Edmund Spenser

As a young boy, he was educated in London at the Merchant Taylors' School and matriculated as a sizar at Pembroke College, Cambridge.

[9] When Lord Grey was recalled to England, Spenser stayed on in Ireland, having acquired other official posts and lands in the Munster Plantation.

He probably hoped to secure a place at court through his poetry, but his next significant publication boldly antagonised the queen's principal secretary, Lord Burghley (William Cecil), through its inclusion of the satirical Mother Hubberd's Tale.

He was at the centre of a literary circle whose members included his lifelong friend Lodowick Bryskett and Dr. John Longe, Archbishop of Armagh.

Spenser's version, Ruines of Rome: by Bellay, may also have been influenced by Latin poems on the same subject, written by Jean or Janis Vitalis and published in 1576.

His castle at Kilcolman was burned, and Ben Jonson, who may have had private information, asserted that one of his infant children died in the blaze.

His sister Sarah, who had accompanied him to Ireland, married into the Travers family, and her descendants were prominent landowners in Cork for centuries.

Thomas Fuller, in Worthies of England, included a story where the Queen told her treasurer, William Cecil, to pay Spenser £100 for his poetry.

Editions of the late 16th and early 17th centuries include woodcuts for each month/poem, and thereby have a slight similarity to an emblem book which combines a number of self-contained pictures and texts, usually a short vignette, saying, or allegory with an accompanying illustration.

In Spenser's "A Letter of the Authors", he states that the entire epic poem is "cloudily enwrapped in allegorical devises", and that the aim behind The Faerie Queene was to "fashion a gentleman or noble person in virtuous and gentle discipline".

In Amoretti, Spenser uses subtle humour and parody while praising his beloved, reworking Petrarchism in his treatment of longing for a woman.

Some have speculated that the attention to disquiet, in general, reflects Spenser's personal anxieties at the time, as he was unable to complete his most significant work, The Faerie Queene.

In the following year, Spenser released Prothalamion, a wedding song written for the daughters of a duke, allegedly in hopes to gain favour in the court.

The poet states that because of her clean mind, pure heart and sharp intellect, men call her fair and she deserves it.

Spenser strove to emulate such ancient Roman poets as Virgil and Ovid, whom he studied during his schooling, but many of his best-known works are notably divergent from those of his predecessors.

[27] The language of his poetry is purposely archaic, reminiscent of earlier works such as The Canterbury Tales of Geoffrey Chaucer and Il Canzoniere of Petrarch, whom Spenser greatly admired.

Like most Protestants near the time of the Reformation, Spenser saw a Catholic church full of corruption, and he determined that it was not only the wrong religion but the anti-religion.

Among his contemporaries Walter Raleigh wrote a commendatory poem to The Faerie Queene in 1590 in which he claims to admire and value Spenser's work more so than any other in the English language.

John Milton in his Areopagitica mentions "our sage and serious poet Spenser, whom I dare be known to think a better teacher than Scotus or Aquinas".

Spenser believed that "Ireland is a diseased portion of the State, it must first be cured and reformed, before it could be in a position to appreciate the good sound laws and blessings of the nation".

[34] In A View of the Present State of Ireland, Spenser categorises the "evils" of the Irish people into three prominent categories: laws, customs and religion.

'"[35]1569: 1579: 1590: 1591: 1592: 1595: 1596: Posthumous: Washington University in St. Louis professor Joseph Lowenstein, with the assistance of several undergraduate students, has been involved in creating, editing, and annotating a digital archive of the first publication of poet Edmund Spenser's collective works in 100 years.

Title page , Fowre Hymnes , by Edmund Spenser, published by William Ponsonby , London, 1596
Title Page of a 1617 Edition of The Shepheardes Calender printed by Matthew Lownes, often bound with the complete works printed in 1611 or 1617.
The epic poem The Faerie Queene frontispiece, printed by William Ponsonby in 1590.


Assignment
Print the entries exactly as they appear, and omit any images.

Source records
----

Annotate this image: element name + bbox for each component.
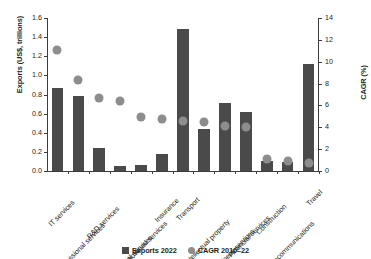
bar — [114, 166, 126, 171]
y-axis-right-tick — [319, 40, 322, 41]
x-axis-tick — [173, 171, 174, 174]
y-axis-left-line — [47, 18, 48, 172]
y-axis-right-tick — [319, 62, 322, 63]
scatter-point — [116, 97, 125, 106]
bar — [219, 103, 231, 171]
y-axis-right-tick — [319, 149, 322, 150]
scatter-point — [95, 93, 104, 102]
scatter-point — [304, 159, 313, 168]
bar — [135, 165, 147, 171]
legend-item-exports: Exports 2022 — [122, 246, 177, 255]
x-axis-label: Travel — [318, 175, 337, 194]
y-axis-left-tick-label: 0.4 — [32, 129, 42, 136]
scatter-point — [283, 157, 292, 166]
y-axis-left-tick-label: 1.0 — [32, 71, 42, 78]
y-axis-right-tick-label: 6 — [325, 101, 329, 108]
bar — [303, 64, 315, 171]
x-axis-label: IT services — [71, 175, 100, 204]
x-axis-label: R&D services — [116, 175, 152, 211]
scatter-point — [158, 114, 167, 123]
bar — [240, 112, 252, 171]
x-axis-tick — [152, 171, 153, 174]
y-axis-right-tick — [319, 84, 322, 85]
plot-area: 0.00.20.40.60.81.01.21.41.6 02468101214 … — [47, 18, 319, 171]
legend-label-cagr: CAGR 2010–22 — [198, 246, 249, 255]
x-axis-tick — [110, 171, 111, 174]
scatter-point — [241, 123, 250, 132]
circle-swatch-icon — [188, 247, 195, 254]
x-axis-tick — [214, 171, 215, 174]
x-axis-tick — [235, 171, 236, 174]
scatter-point — [74, 76, 83, 85]
x-axis-tick — [277, 171, 278, 174]
x-axis-tick — [298, 171, 299, 174]
scatter-point — [53, 45, 62, 54]
y-axis-right-tick-label: 2 — [325, 145, 329, 152]
y-axis-right-tick-label: 8 — [325, 80, 329, 87]
y-axis-right-tick-label: 14 — [325, 14, 333, 21]
bar — [73, 96, 85, 171]
scatter-point — [199, 117, 208, 126]
x-axis-line — [47, 171, 319, 172]
y-axis-left-tick-label: 0.0 — [32, 167, 42, 174]
y-axis-left-tick-label: 0.2 — [32, 148, 42, 155]
scatter-point — [262, 155, 271, 164]
y-axis-right-tick — [319, 105, 322, 106]
y-axis-left-tick — [44, 114, 47, 115]
y-axis-left-tick-label: 0.8 — [32, 91, 42, 98]
y-axis-left-tick — [44, 95, 47, 96]
y-axis-right-title: CAGR (%) — [359, 38, 368, 128]
scatter-point — [137, 112, 146, 121]
y-axis-right-tick-label: 4 — [325, 123, 329, 130]
y-axis-left-tick — [44, 18, 47, 19]
y-axis-left-tick — [44, 152, 47, 153]
chart-legend: Exports 2022 CAGR 2010–22 — [0, 246, 371, 255]
scatter-point — [220, 122, 229, 131]
bar — [198, 129, 210, 171]
bar — [52, 88, 64, 171]
y-axis-left-tick — [44, 75, 47, 76]
y-axis-left-tick — [44, 133, 47, 134]
y-axis-left-tick-label: 1.4 — [32, 33, 42, 40]
square-swatch-icon — [122, 247, 129, 254]
x-axis-tick — [131, 171, 132, 174]
y-axis-left-tick — [44, 37, 47, 38]
y-axis-right-tick-label: 0 — [325, 167, 329, 174]
y-axis-left-tick — [44, 56, 47, 57]
scatter-point — [179, 116, 188, 125]
chart-figure: Exports (US$, trillions) CAGR (%) 0.00.2… — [0, 0, 371, 259]
y-axis-left-tick — [44, 171, 47, 172]
x-axis-tick — [68, 171, 69, 174]
x-axis-tick — [193, 171, 194, 174]
y-axis-left-tick-label: 0.6 — [32, 110, 42, 117]
y-axis-right-tick-label: 12 — [325, 36, 333, 43]
x-axis-tick — [319, 171, 320, 174]
y-axis-left-title: Exports (US$, trillions) — [15, 0, 24, 110]
bar — [93, 148, 105, 171]
y-axis-left-tick-label: 1.2 — [32, 52, 42, 59]
legend-label-exports: Exports 2022 — [132, 246, 177, 255]
x-axis-tick — [256, 171, 257, 174]
bar — [156, 154, 168, 171]
y-axis-right-tick-label: 10 — [325, 58, 333, 65]
y-axis-right-tick — [319, 18, 322, 19]
y-axis-left-tick-label: 1.6 — [32, 14, 42, 21]
bar — [177, 29, 189, 171]
y-axis-right-tick — [319, 127, 322, 128]
x-axis-tick — [89, 171, 90, 174]
legend-item-cagr: CAGR 2010–22 — [188, 246, 249, 255]
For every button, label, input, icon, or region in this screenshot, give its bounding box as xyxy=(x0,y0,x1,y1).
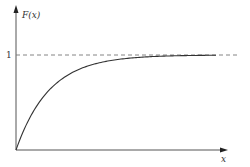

----

Result of this exercise
Annotate this image: element name + bbox for each component.
bar — [114, 166, 126, 171]
y-axis-right-tick — [319, 40, 322, 41]
x-axis-tick — [173, 171, 174, 174]
y-axis-left-line — [47, 18, 48, 172]
y-axis-right-tick — [319, 62, 322, 63]
scatter-point — [116, 97, 125, 106]
bar — [219, 103, 231, 171]
y-axis-right-tick — [319, 149, 322, 150]
scatter-point — [95, 93, 104, 102]
scatter-point — [304, 159, 313, 168]
bar — [135, 165, 147, 171]
legend-item-exports: Exports 2022 — [122, 246, 177, 255]
x-axis-label: Travel — [318, 175, 337, 194]
y-axis-left-tick-label: 0.4 — [32, 129, 42, 136]
scatter-point — [283, 157, 292, 166]
y-axis-left-tick-label: 1.0 — [32, 71, 42, 78]
y-axis-right-tick-label: 6 — [325, 101, 329, 108]
bar — [303, 64, 315, 171]
x-axis-label: IT services — [71, 175, 100, 204]
x-axis-label: R&D services — [116, 175, 152, 211]
scatter-point — [158, 114, 167, 123]
bar — [240, 112, 252, 171]
x-axis-tick — [152, 171, 153, 174]
y-axis-right-tick — [319, 84, 322, 85]
plot-area: 0.00.20.40.60.81.01.21.41.6 02468101214 … — [47, 18, 319, 171]
legend-label-cagr: CAGR 2010–22 — [198, 246, 249, 255]
x-axis-tick — [110, 171, 111, 174]
scatter-point — [241, 123, 250, 132]
circle-swatch-icon — [188, 247, 195, 254]
x-axis-tick — [214, 171, 215, 174]
x-axis-tick — [235, 171, 236, 174]
scatter-point — [74, 76, 83, 85]
x-axis-tick — [277, 171, 278, 174]
x-axis-tick — [298, 171, 299, 174]
scatter-point — [53, 45, 62, 54]
y-axis-right-tick-label: 2 — [325, 145, 329, 152]
y-axis-right-tick-label: 8 — [325, 80, 329, 87]
y-axis-right-tick-label: 14 — [325, 14, 333, 21]
bar — [73, 96, 85, 171]
scatter-point — [199, 117, 208, 126]
x-axis-line — [47, 171, 319, 172]
y-axis-left-tick-label: 0.0 — [32, 167, 42, 174]
y-axis-left-tick-label: 0.2 — [32, 148, 42, 155]
scatter-point — [262, 155, 271, 164]
y-axis-right-tick — [319, 105, 322, 106]
y-axis-left-tick — [44, 114, 47, 115]
y-axis-left-tick-label: 0.8 — [32, 91, 42, 98]
y-axis-left-tick — [44, 95, 47, 96]
y-axis-right-title: CAGR (%) — [359, 38, 368, 128]
scatter-point — [137, 112, 146, 121]
y-axis-right-tick-label: 4 — [325, 123, 329, 130]
y-axis-left-tick — [44, 18, 47, 19]
y-axis-left-tick — [44, 152, 47, 153]
chart-legend: Exports 2022 CAGR 2010–22 — [0, 246, 371, 255]
scatter-point — [220, 122, 229, 131]
bar — [198, 129, 210, 171]
bar — [52, 88, 64, 171]
y-axis-left-tick — [44, 75, 47, 76]
y-axis-left-tick — [44, 133, 47, 134]
y-axis-left-tick-label: 1.4 — [32, 33, 42, 40]
square-swatch-icon — [122, 247, 129, 254]
x-axis-tick — [131, 171, 132, 174]
y-axis-left-tick — [44, 37, 47, 38]
y-axis-right-tick-label: 0 — [325, 167, 329, 174]
y-axis-left-tick — [44, 56, 47, 57]
scatter-point — [179, 116, 188, 125]
chart-figure: Exports (US$, trillions) CAGR (%) 0.00.2… — [0, 0, 371, 259]
y-axis-left-tick — [44, 171, 47, 172]
x-axis-tick — [68, 171, 69, 174]
x-axis-tick — [193, 171, 194, 174]
y-axis-left-tick-label: 0.6 — [32, 110, 42, 117]
y-axis-right-tick-label: 12 — [325, 36, 333, 43]
x-axis-tick — [319, 171, 320, 174]
y-axis-left-title: Exports (US$, trillions) — [15, 0, 24, 110]
bar — [93, 148, 105, 171]
y-axis-left-tick-label: 1.2 — [32, 52, 42, 59]
legend-label-exports: Exports 2022 — [132, 246, 177, 255]
x-axis-tick — [256, 171, 257, 174]
bar — [156, 154, 168, 171]
y-axis-right-tick-label: 10 — [325, 58, 333, 65]
y-axis-right-tick — [319, 18, 322, 19]
y-axis-left-tick-label: 1.6 — [32, 14, 42, 21]
bar — [177, 29, 189, 171]
y-axis-right-tick — [319, 127, 322, 128]
x-axis-tick — [89, 171, 90, 174]
legend-item-cagr: CAGR 2010–22 — [188, 246, 249, 255]
For every button, label, input, icon, or region in this screenshot, give its bounding box as xyxy=(x0,y0,x1,y1).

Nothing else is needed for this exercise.